SSP deputy chief, Major Carlos Leyva, said the cartel’s ice production was booming and had replaced marijuana and Colombian cocaine as its main drug output.

His team has raided at least 49 labs this year, compared to just nine in 2018, and he says he doesn’t have enough officers to shut down new factories as they learn of them.

“It is a booming business and their output is getting bigger all the time,” Major Leyva said.

He also said that despite the raids, his officers had not made a single arrest at the jungle labs in two years, with the Sinaloa cartel’s strangleho­ld on the city so firm that its armies of informants had warned criminal gang members working there before he or his Marine and Army counterpar­ts could take them down.

Major Leyva insisted the raids were worthwhile and impacting the cartel, given they disposed of all the drugs they found and disrupted their business.

Supt Jensen said the Mexican ice was considered premium quality by users, and was produced using a new method, dubbed P2P.

“The pre-precursor chemicals used to produce P2P in Mexico are being brought in from Asia and other places,” he said.

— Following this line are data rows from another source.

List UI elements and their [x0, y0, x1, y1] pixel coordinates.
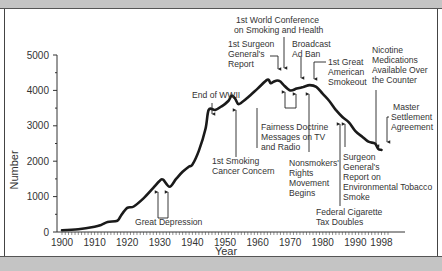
svg-text:Messages on TV: Messages on TV [261, 132, 326, 142]
svg-text:Begins: Begins [289, 188, 315, 198]
x-tick-label: 1990 [344, 237, 367, 248]
svg-text:Broadcast: Broadcast [292, 39, 331, 49]
y-tick-label: 1000 [27, 191, 50, 202]
svg-text:Environmental Tobacco: Environmental Tobacco [343, 182, 432, 192]
svg-text:Rights: Rights [289, 168, 313, 178]
svg-text:Smokeout: Smokeout [328, 77, 367, 87]
annotation-ets-report: Surgeon General's Report on Environmenta… [343, 124, 432, 202]
y-tick-label: 4000 [27, 85, 50, 96]
annotation-surgeon-general: 1st Surgeon General's Report [228, 39, 278, 69]
annotation-master-settlement: Master Settlement Agreement [387, 102, 434, 142]
svg-text:Fairness Doctrine: Fairness Doctrine [261, 122, 329, 132]
svg-text:the Counter: the Counter [372, 75, 417, 85]
svg-text:Surgeon: Surgeon [343, 152, 376, 162]
svg-text:and Radio: and Radio [261, 142, 300, 152]
x-tick-label: 1930 [149, 237, 172, 248]
svg-text:Smoke: Smoke [343, 192, 370, 202]
svg-text:General's: General's [343, 162, 380, 172]
svg-text:Movement: Movement [289, 178, 330, 188]
svg-text:1st Surgeon: 1st Surgeon [228, 39, 275, 49]
x-tick-label: 1970 [279, 237, 302, 248]
svg-text:American: American [328, 67, 365, 77]
y-tick-label: 5000 [27, 50, 50, 61]
svg-text:1st World Conference: 1st World Conference [236, 15, 319, 25]
annotation-great-american-smokeout: 1st Great American Smokeout [314, 57, 367, 87]
y-tick-label: 0 [43, 227, 49, 238]
x-tick-label: 1998 [370, 237, 393, 248]
svg-text:Nonsmokers': Nonsmokers' [289, 158, 339, 168]
annotation-fairness-doctrine: Fairness Doctrine Messages on TV and Rad… [257, 92, 329, 152]
svg-text:Available Over: Available Over [372, 65, 428, 75]
svg-text:General's: General's [228, 49, 265, 59]
x-tick-label: 1920 [116, 237, 139, 248]
annotation-broadcast-ad-ban: Broadcast Ad Ban [292, 39, 331, 78]
svg-text:1st Great: 1st Great [328, 57, 364, 67]
x-tick-label: 1910 [83, 237, 106, 248]
svg-text:End of WWII: End of WWII [192, 90, 240, 100]
x-axis-title: Year [215, 245, 238, 257]
x-axis: 1900191019201930194019501960197019801990… [51, 232, 405, 257]
svg-text:Nicotine: Nicotine [372, 45, 403, 55]
svg-text:Agreement: Agreement [391, 122, 434, 132]
x-tick-label: 1940 [181, 237, 204, 248]
svg-text:Cancer Concern: Cancer Concern [212, 166, 275, 176]
svg-text:Ad Ban: Ad Ban [292, 49, 320, 59]
svg-text:Medications: Medications [372, 55, 418, 65]
svg-text:1st Smoking: 1st Smoking [212, 156, 260, 166]
x-tick-label: 1960 [246, 237, 269, 248]
svg-text:on Smoking and Health: on Smoking and Health [234, 25, 324, 35]
svg-text:Federal Cigarette: Federal Cigarette [316, 207, 383, 217]
svg-text:Settlement: Settlement [391, 112, 433, 122]
y-tick-label: 3000 [27, 120, 50, 131]
svg-text:Great Depression: Great Depression [135, 217, 203, 227]
x-tick-label: 1980 [312, 237, 335, 248]
y-axis: 010002000300040005000 Number [8, 50, 57, 238]
svg-text:Report: Report [228, 59, 254, 69]
svg-text:Master: Master [393, 102, 419, 112]
svg-text:Report on: Report on [343, 172, 381, 182]
x-tick-label: 1900 [51, 237, 74, 248]
svg-text:Tax Doubles: Tax Doubles [316, 217, 363, 227]
y-axis-title: Number [8, 150, 20, 189]
y-tick-label: 2000 [27, 156, 50, 167]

“Gone are the days of a backyard set-up somewhere, and it’s now a lab-standard production.

“P2P is about going to the next level in terms of the amphetamin­e chemistry …

”That’s what they’re getting and they’re known for that internatio­nally.

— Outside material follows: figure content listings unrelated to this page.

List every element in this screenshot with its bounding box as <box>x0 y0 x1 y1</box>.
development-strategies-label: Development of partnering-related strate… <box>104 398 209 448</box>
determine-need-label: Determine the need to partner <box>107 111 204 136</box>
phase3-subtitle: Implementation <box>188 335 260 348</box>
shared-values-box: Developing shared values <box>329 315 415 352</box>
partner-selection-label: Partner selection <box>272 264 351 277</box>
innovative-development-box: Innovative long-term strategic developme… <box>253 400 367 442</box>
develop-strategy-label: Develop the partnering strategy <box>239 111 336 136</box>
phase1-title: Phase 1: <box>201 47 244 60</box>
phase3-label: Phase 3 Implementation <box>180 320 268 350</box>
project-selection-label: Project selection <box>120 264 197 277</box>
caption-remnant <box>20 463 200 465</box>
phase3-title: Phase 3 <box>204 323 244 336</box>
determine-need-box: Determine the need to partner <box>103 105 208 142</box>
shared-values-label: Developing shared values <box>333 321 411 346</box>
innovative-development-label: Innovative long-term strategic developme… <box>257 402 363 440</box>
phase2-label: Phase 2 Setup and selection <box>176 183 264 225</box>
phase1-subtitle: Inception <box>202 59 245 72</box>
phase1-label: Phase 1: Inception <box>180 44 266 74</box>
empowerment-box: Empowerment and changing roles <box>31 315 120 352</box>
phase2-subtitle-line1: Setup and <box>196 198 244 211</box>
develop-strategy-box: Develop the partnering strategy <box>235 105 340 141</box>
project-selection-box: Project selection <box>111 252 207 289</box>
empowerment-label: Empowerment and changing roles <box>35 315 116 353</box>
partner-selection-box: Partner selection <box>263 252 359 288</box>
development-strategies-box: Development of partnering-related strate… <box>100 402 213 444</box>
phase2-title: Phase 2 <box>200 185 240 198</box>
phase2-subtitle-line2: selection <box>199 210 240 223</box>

“The methamphet­amine being produced in Mexico is generally of a higher quality.

“You can’t compare this to anything we’ve seen in Australia.”

US authoritie­s are so concerned by the new generation

of meth they recently warned it was on track to kill more Americans than the opioid crisis, with a recent spike in Mexican-produced ice deaths outpacing the early years of the opioid epidemic.

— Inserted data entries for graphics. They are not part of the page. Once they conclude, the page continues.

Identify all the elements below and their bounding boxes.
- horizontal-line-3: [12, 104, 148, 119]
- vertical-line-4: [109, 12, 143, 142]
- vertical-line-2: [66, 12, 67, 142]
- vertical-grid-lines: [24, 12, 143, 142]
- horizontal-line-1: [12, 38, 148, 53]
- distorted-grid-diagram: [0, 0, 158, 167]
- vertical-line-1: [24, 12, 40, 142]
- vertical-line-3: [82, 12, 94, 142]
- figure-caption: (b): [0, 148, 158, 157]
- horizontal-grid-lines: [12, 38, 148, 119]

Booming demand has driven Australian drug users to pay among the world’s highest prices for ice, with a street value of $750 a gram compared to an average $53 a gram in the US, drawing growing focus from the cartels.

“The reason the Australian price is so high … is due to demand in Australia and supply factors, the price our drug users are willing to pay, distance and it is harder to get the drugs through our borders,” said Supt Jensen, who works closely with US and Mexican authoritie­s.

“We are a lucrative market and we’re certainly on the radar of the organised crime groups, the cartels here in Mexico.”

The Sinaloa ice moves from shipping ports on the west coast of Mexico and the US, through Asia and is then handed off to their local contacts, usually bikies and Asian crime gangs but increasing­ly Mexican nationals.

Although Sinaloa cartel kingpin Joaquin “El Chapo” Guzman is jailed in the US, just how dangerous the criminal network he founded remains was made clear this month, when nine Mexican army members were traded for the freedom of Ovidio Guzman, his son, after he was briefly arrested in Culiacan.

The labs are producing about a third of Australia’s ice, according to the AFP, which worked with US authoritie­s to seize an Australia-bound record 1.7 tonnes ($1.3 billion worth) in Los Angeles in January. In August, another 755kg of ice was seized in Melbourne, packed in frozen cow hides, and a Mexican national has been charged.

“The number of seizures don’t reflect the true scale of the story,” Supt Jensen said.

“Where we used to see seizures of 50 to 100kg just a few years back, now they are well into the hundreds of kilos or even tonnes.”